Started reading Gohmert reply. First obvious error (p4): "On January 6th, a joint session of Congress will convene to formally elect the President." The joint session is NOT an election. That was on Dec. 14. The joint session simply counts Dec. 14's votes. https://www.courtlistener.com/recap/gov.uscourts.txed.203073/gov.uscourts.txed.203073.30.0.pdf
2/ The Gohmert reply is breathtaking & preposterous in claiming (p4) a Vice President can "ignore all electors" whose votes he dislikes. The Constitution never intended this monarchical power to disenfranchise Electoral College votes based on personal whim.
3/ The far better view, in my judgment, is that the Constitution's Necessary & Proper Clause empowers Congress to enact a law, like the Electoral Count Act, to implement 12th Amendment's joint session. The point of the N&P Clause was enable Congress to fill in details left open.
4/ ... The Twelfth Amendment's simple description of a special joint session of Congress for counting Electoral College votes is precisely the kind of constitutional clause that the Necessary & Proper power was designed for, to permit Congress to add specificity to the process.
5/ The Gohmert brief (p20) misquotes N&P Clause in saying that Twelfth Amendment is not a "foregoing" power. But N&P Clause applies not just to "foregoing powers" but "to all other powers vested by this Constitution in the government of the U.S." including power of joint session.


Aim of the exercise: As you write out the lines from the one containing "Identify footwear region." through the last line of the records, keep them exact and leave out pictures.

* * *

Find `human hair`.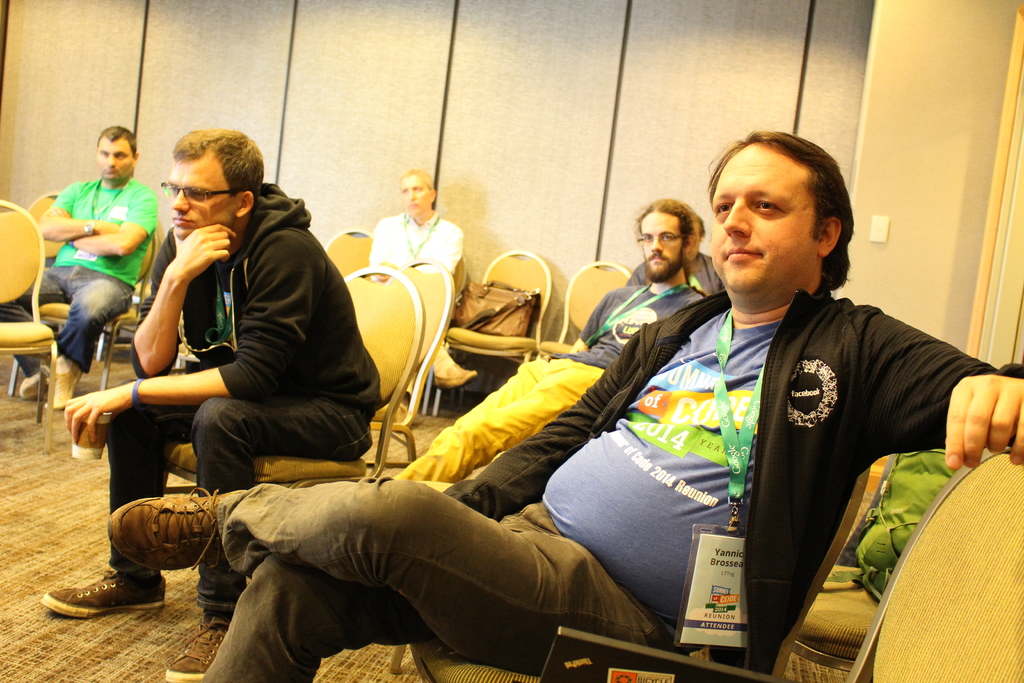
[x1=634, y1=197, x2=712, y2=287].
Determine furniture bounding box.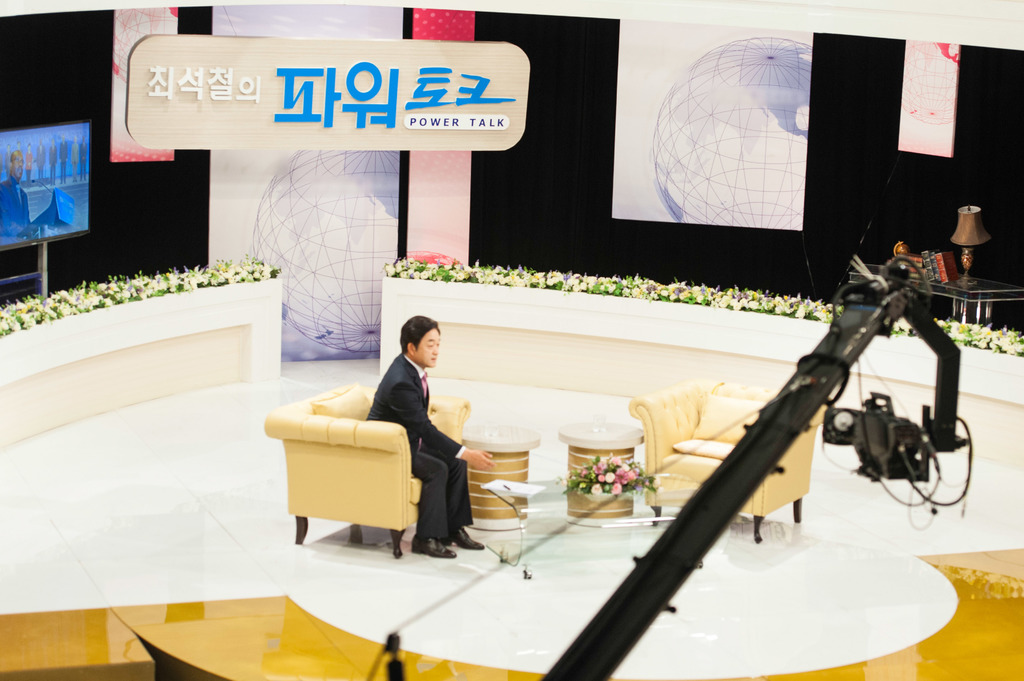
Determined: <region>462, 422, 542, 530</region>.
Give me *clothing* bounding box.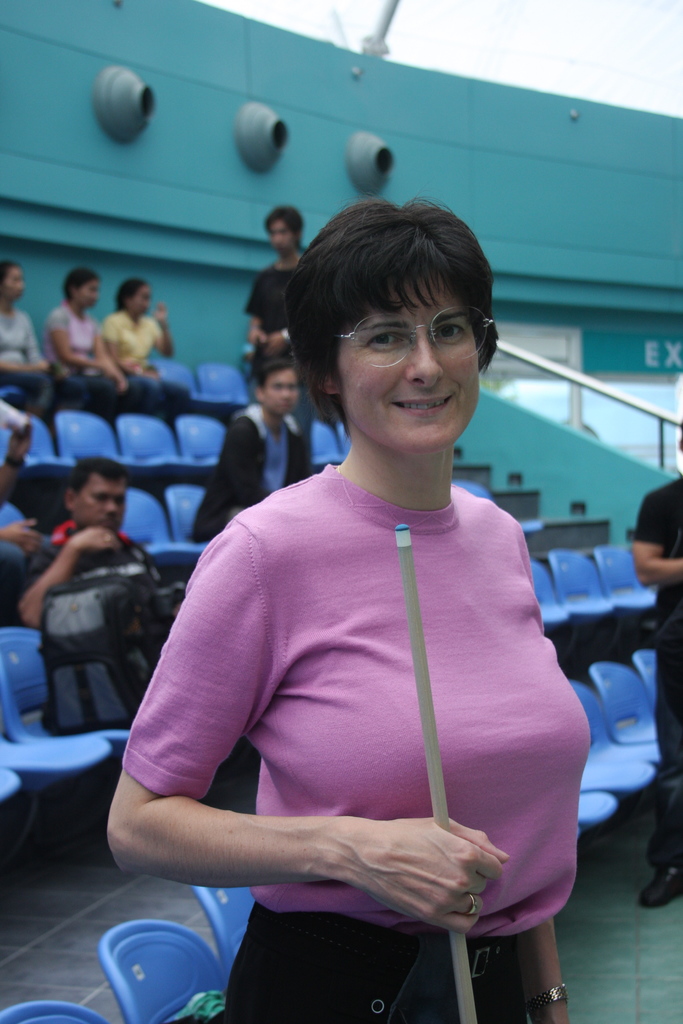
[x1=247, y1=264, x2=298, y2=369].
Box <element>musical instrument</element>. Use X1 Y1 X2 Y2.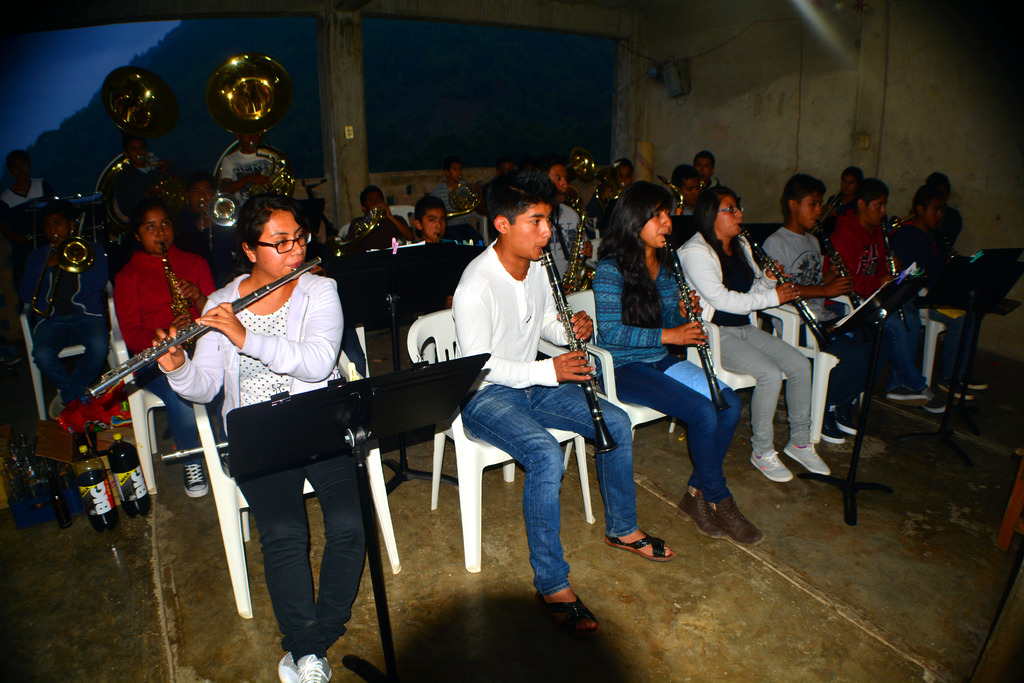
554 192 596 299.
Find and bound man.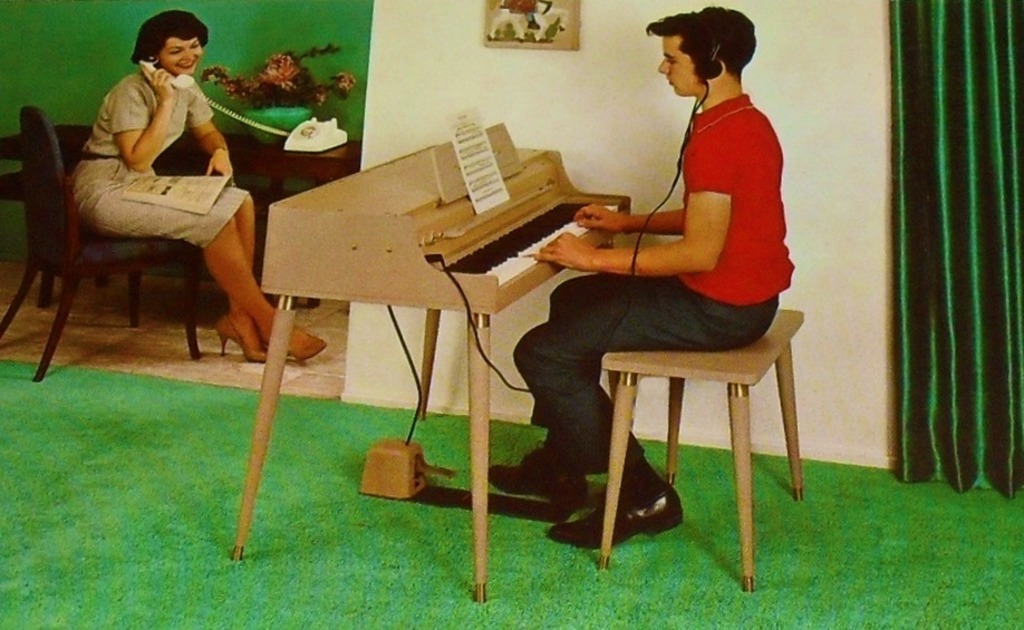
Bound: 42:8:267:375.
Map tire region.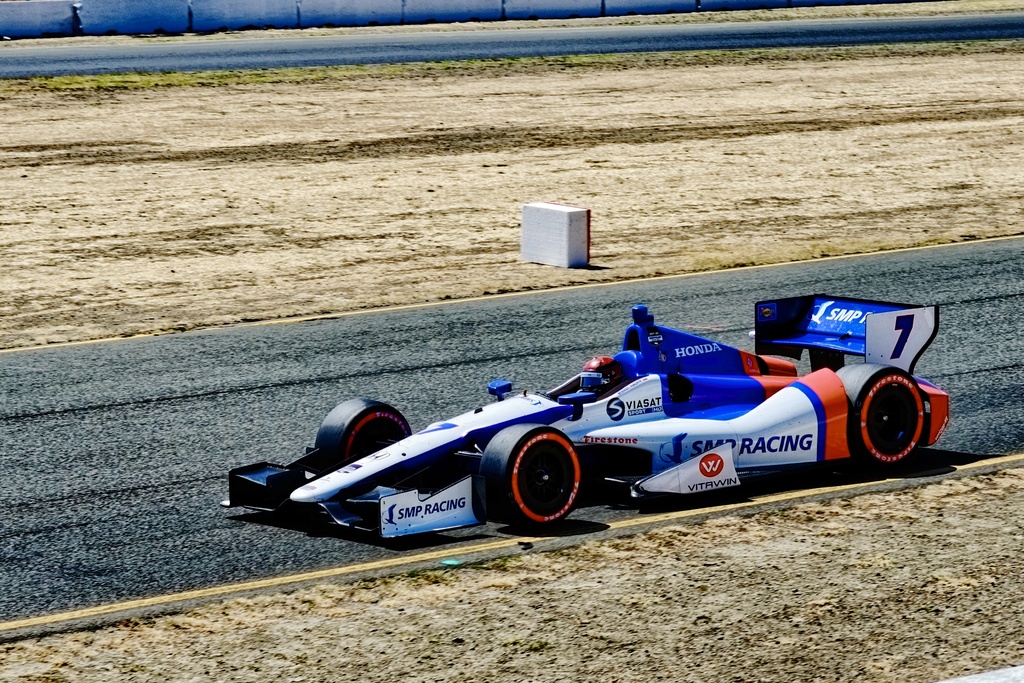
Mapped to (left=836, top=364, right=929, bottom=472).
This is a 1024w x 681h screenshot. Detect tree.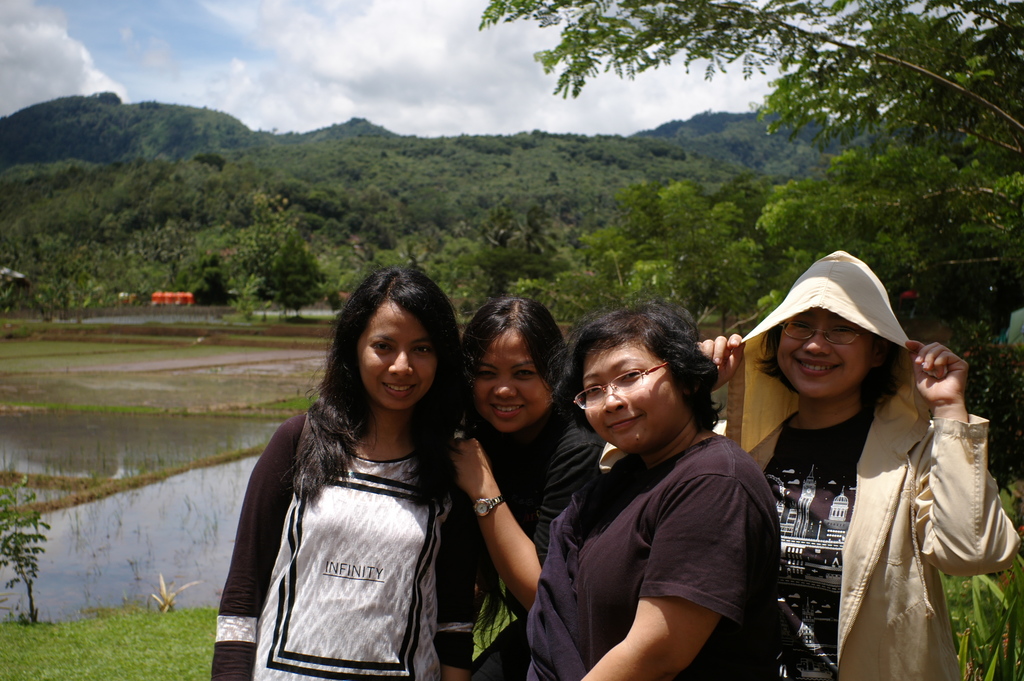
477, 0, 1023, 171.
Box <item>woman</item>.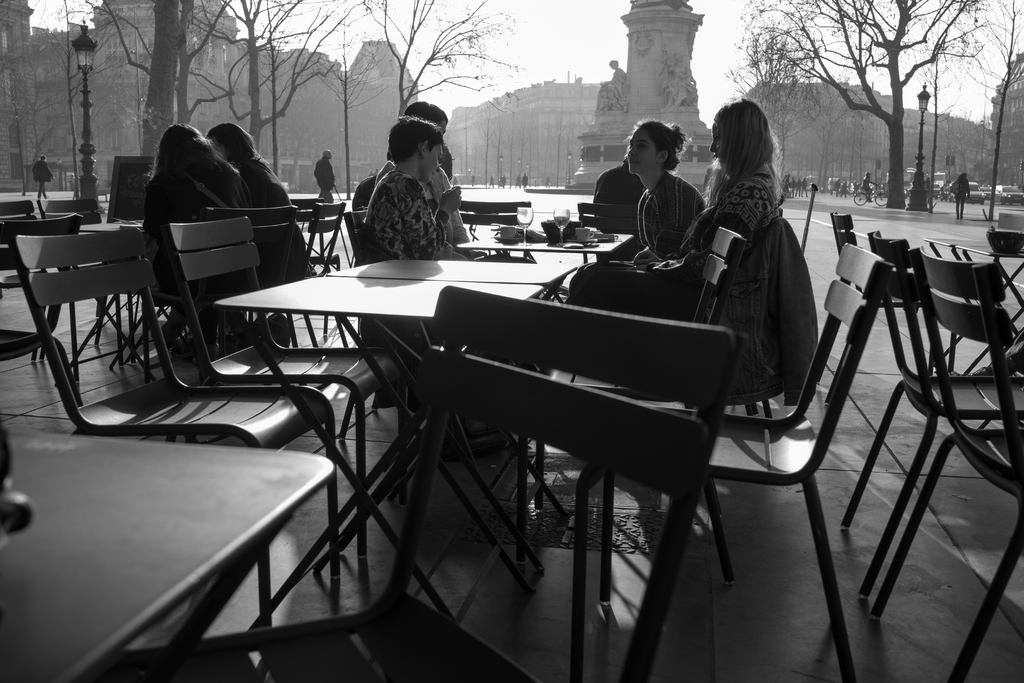
<bbox>365, 115, 510, 452</bbox>.
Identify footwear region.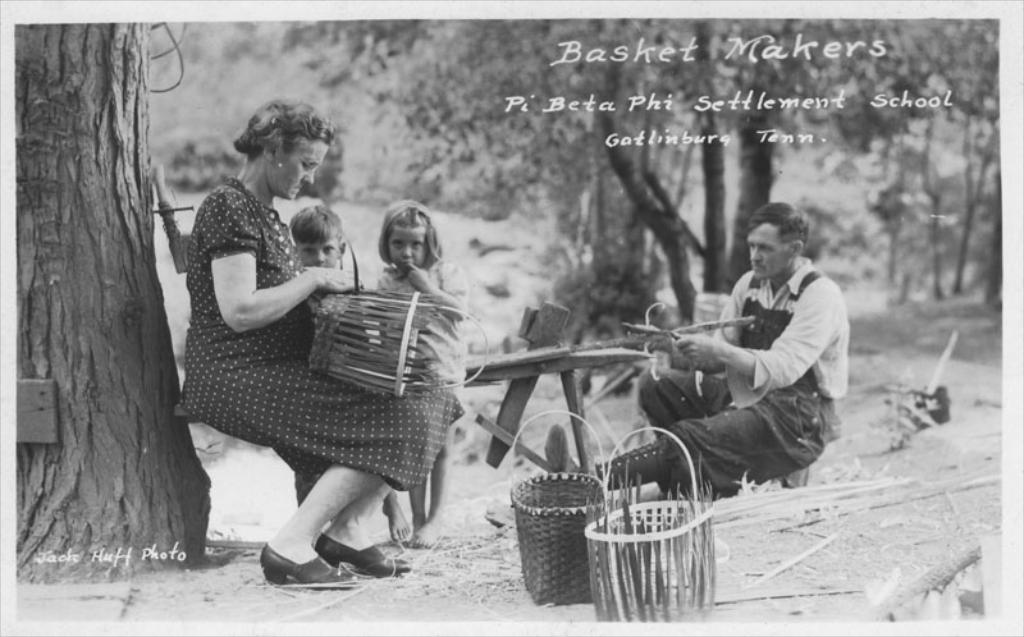
Region: Rect(778, 466, 809, 489).
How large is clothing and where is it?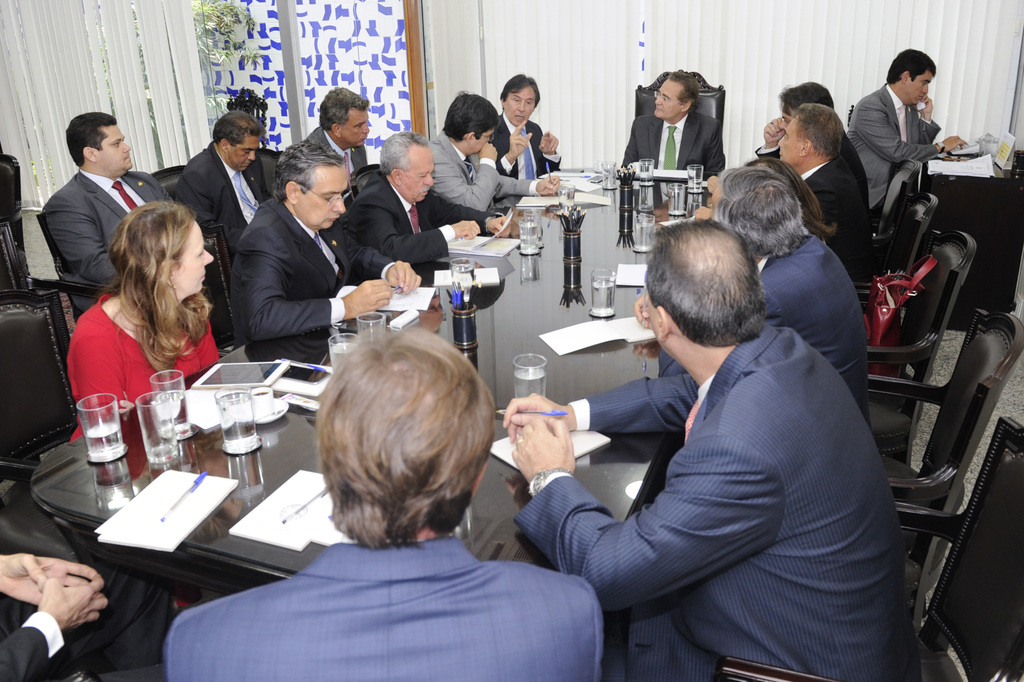
Bounding box: Rect(658, 241, 869, 425).
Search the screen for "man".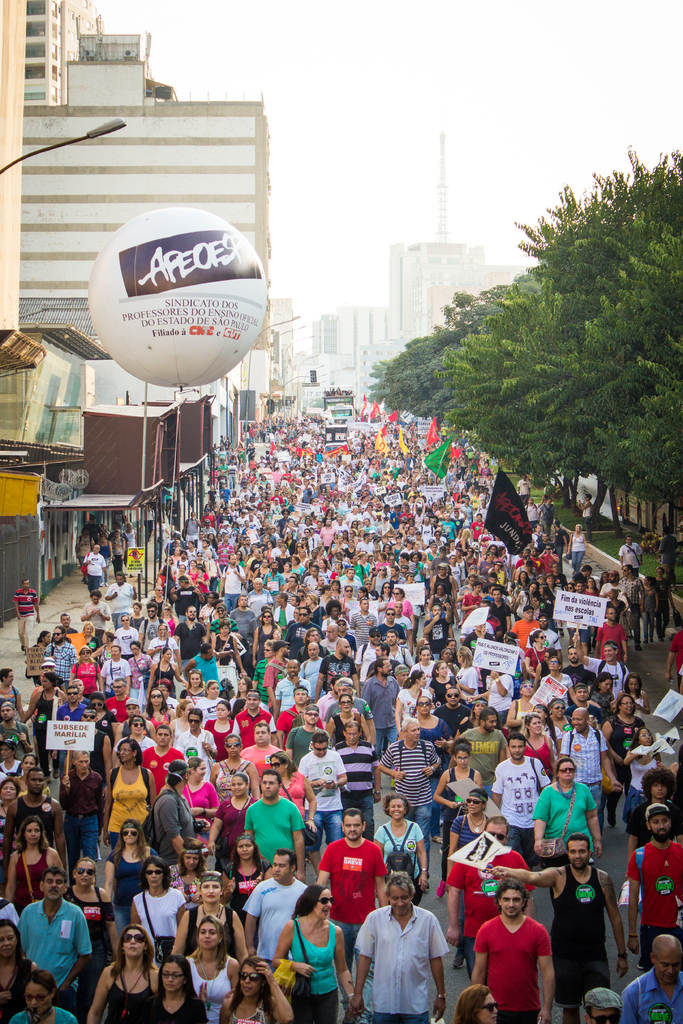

* * *

Your solution:
Identify footwear region.
Region: Rect(778, 466, 809, 489).
How large is clothing and where is it?
Bounding box: Rect(658, 241, 869, 425).
Search the screen for "man".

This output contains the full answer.